©
In This Issue
TECHNICAL PUBLICATION #33A
MODERN COAXIAL LIGHTNING ARRESTORS: ALPHA DELTA VS. I.C.E.
This is a comparison report between coaxial lightning arrestor units manufactured by Alpha Delta Corp. and Industrial
Communication Engineers, Ltd. Both companies make a variety of such protective devices and are sold worldwide.
The I.C.E. design described in this report is protected by a patent issued by the U.S. Bureau of Patents and
Trademarks in Washington, D.C.,
Alpha Delta's primary configuration is a one part system consisting of a gas discharge breakdown unit connected in a
shielded enclosure between the coaxial center conductor and an insulated, external ground terminal fitting protruding
through the case. The gas discharge unit (GDU) has a rated breakdown voltage in the 400-1000 volt range to allow the
transmission of an-RF waveform through the unit without creating a sufficient voltage potential referenced to ground
to ignite the conductor referenced to ground the gas unit ignites, creating a temporary low resistance path to ground,
thus neutralizing the potential.
While this arrangement may be suitable protection in a few cases it suffers from numerous limitations that we believe
to be serious. Among them:
1) The case of the unit that is connected to the coaxial cable outer conductor passes throughout the unit and no
provision is made for grounding the case directly to earth ground. In lightning strike applications, both direct hits and
indirectly (inductively) coupled events, measurement studies have shown that as much as 80% of the incoming surge
flows down the exposed shield of the cable. The unfortunate result is that a large amount of the strike simply passes
across the arrestor chassis and reaches station equipment frames, dividing between many destructive paths seeking
ground.
2) The unit uses a pass-through center conductor. Although the gas discharge assembly will ignite when the
breakdown potential is reached many hundreds of volts are presented to the input of the radio equipment before the
arrestor action occurs. In modem solid state terms it means that the radio will nearly always be damaged or destroyed
before the arrestor activates to neutralize the income electromagnetic wavefront.

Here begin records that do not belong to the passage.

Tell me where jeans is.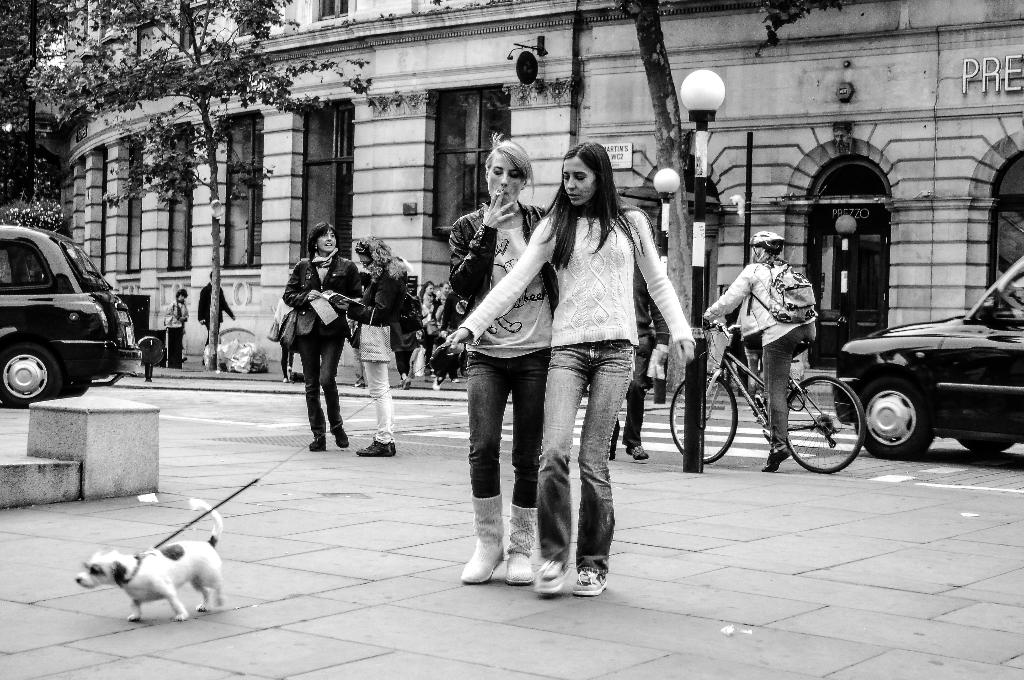
jeans is at x1=296 y1=335 x2=348 y2=439.
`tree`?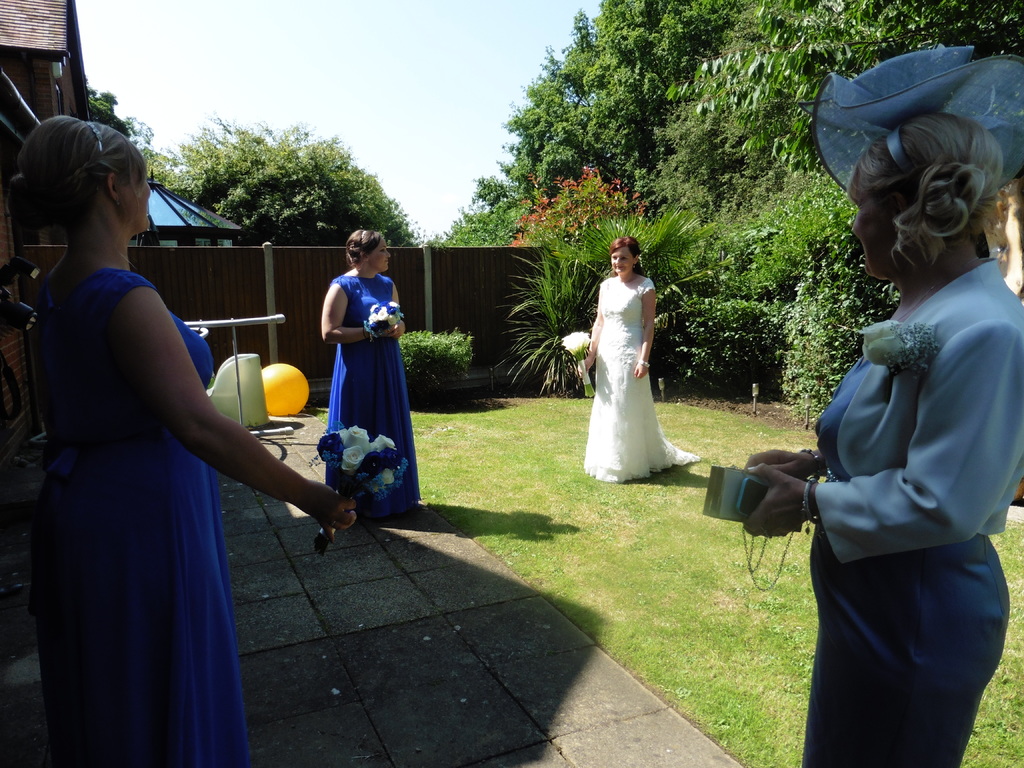
<box>150,109,412,248</box>
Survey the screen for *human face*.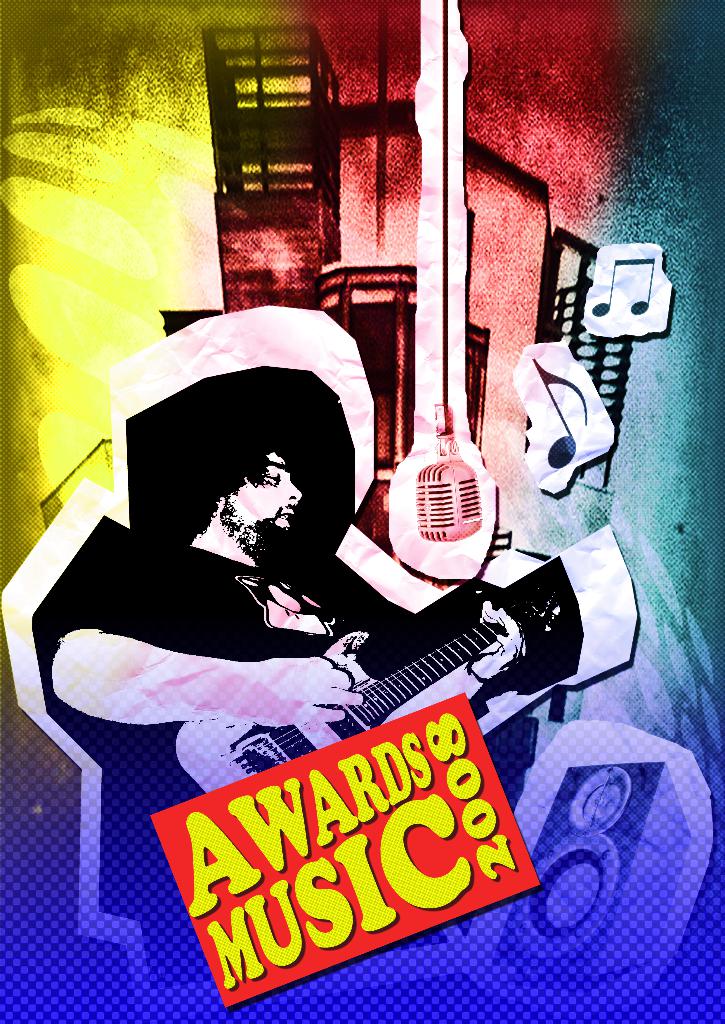
Survey found: <bbox>215, 448, 311, 545</bbox>.
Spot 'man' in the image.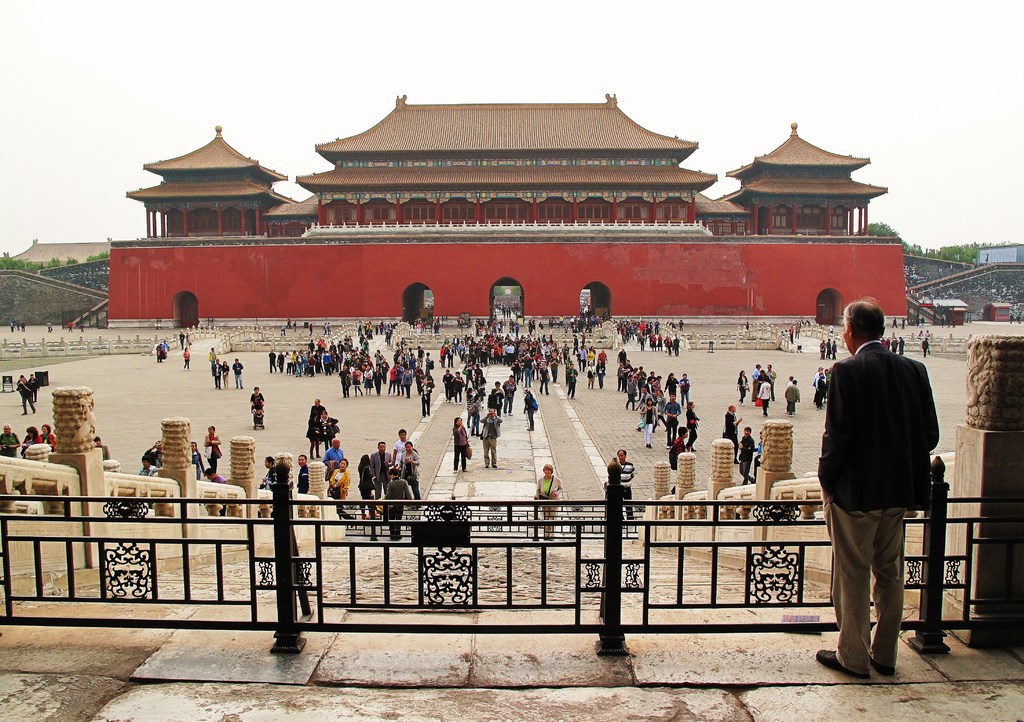
'man' found at select_region(663, 392, 681, 449).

3) The use of a gas discharge unit as a sole-source mechanism for neutralizing lightning currents delivered by heavy
coaxial cable line conductors is controversial. Gas units have only a small dissipative power rating, seldom exceeding,
I watt. While the devices can handle large jolts of thousands of amperes of current, they can perform that service only
if the entire impact event lasts only a few microseconds. Lightning currents, especially slowed down by time
constants due to the inductance of transmission line conductors are much slower to rise, endure, and dissipate. The
result is frequent rupture and failure of the GDU, requiring down time and parts replacement. Additionally, it's
difficult to determine the condition of a GDU in service, notably after they have taken a few suspected "hits." They
don't always go short circuit, but they sometimes fracture and separate.
4) No constant drain method is employed to leak static development from cables. A coaxial line often acts like a large
capacitor, storing electrical charge which can only leak off the line through antenna joint connections or through the
insulated dielectric region between the conductors. When this occurs it nearly always causes receiver "hash" noise
during electrical activity.
The I.C.E. design, shown below on the right side, took these characteristics into account during development and
testing. Our arrangement uses a central high voltage rated blocking capacitor which allows the free flow of RF energy
through the arrestor device but blocks DC voltage and low frequency AC voltage. The heavy inductor on the antenna
side of the unit is the primary neutralizing agent. Voltage development is quickly shunted to ground through the DC
shorting nature of the inductor/RF choke. If large currents of a fast-rising nature are presented to the arrestor in such a
way that a back-EMF develops across the inductor then the companion paralleled gas discharge unit ignites, but its
only workload is to collapse the short-lived magnetic field of the inductor., The result is an arrestor that is constantly
active, requires no predetermined voltage to activate, and whose GDU workload is so low that is will probably last
forever. To date not a single replacement gas unit has been sold by us. The added resistance on the equipment side of
the arrestor was inserted to provide a similar drain function on the user side of the arrestor, shunting away tiny
currents that may appear from capacitor dielectric leakage during an impact event.